Huntington’s disease occurs due to a genetic mutation that causes the normally harmless huntingtin protein to accumulate in toxic clumps inside the brain. Over time, this kills brain cells, leading to difficulties with movement, thinking and mood. There are no approved treatments that stop symptoms from worsening, with interventions instead focusing on supporting people through the process.
But the experimental therapy, known as AMT-130, targets these abnormal proteins by carrying genetic instructions to brain cells, directing them to make a molecule that blocks their production.

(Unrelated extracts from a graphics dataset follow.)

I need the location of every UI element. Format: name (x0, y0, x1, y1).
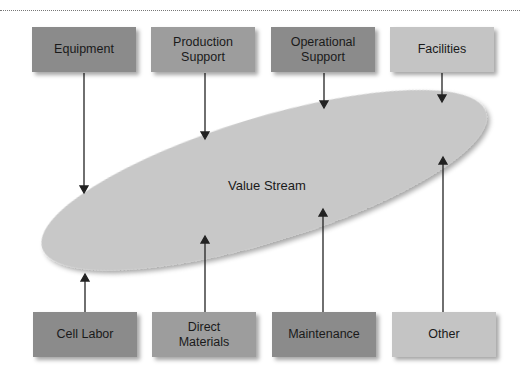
box-label: Cell Labor (57, 327, 114, 342)
box-facilities: Facilities (390, 27, 494, 72)
box-cell-labor: Cell Labor (33, 312, 137, 357)
box-maintenance: Maintenance (272, 312, 376, 357)
box-label: Equipment (54, 42, 114, 57)
box-label: Facilities (418, 42, 467, 57)
box-label: Direct Materials (169, 320, 239, 350)
box-label: Other (428, 327, 459, 342)
box-production-support: Production Support (151, 27, 255, 72)
box-label: Production Support (163, 35, 243, 65)
box-label: Operational Support (283, 35, 363, 65)
box-equipment: Equipment (32, 27, 136, 72)
arrow-cell-labor-icon (81, 274, 89, 281)
box-operational-support: Operational Support (271, 27, 375, 72)
value-stream-label: Value Stream (228, 178, 306, 193)
box-direct-materials: Direct Materials (152, 312, 256, 357)
box-other: Other (392, 312, 496, 357)
box-label: Maintenance (288, 327, 360, 342)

In the trial, Tabrizi and her colleagues gave 17 people with Huntington’s disease a high dose of the treatment, then compared their cognition, movement and daily functioning with those of untreated individuals three years later. The drug’s developer, biotechnology company uniQure, shared preliminary results in September, which showed the treatment slowed the condition’s progression by about 75 per cent, on average.
“We have had so many setbacks in therapies for Huntington’s disease in the last couple of years,” says Sarah O’Shea at Mount Sinai in New York, who wasn’t involved in the research. “So this was huge, not just because it is a breakthrough in terms of slowing disease progress, but also [because] it came at a time where we really needed this hope.”
Yet the treatment isn’t without its setbacks. It is delivered deep into the brain over a 12-to-18-hour surgery – an operation only a few facilities are capable of, even in countries like the US and the UK, says Tabrizi. What’s more, if it were approved for use, it would almost certainly come with an exorbitant price tag. “So, do I think it is going to be able to get to everyone? It is going to be challenging,” she says.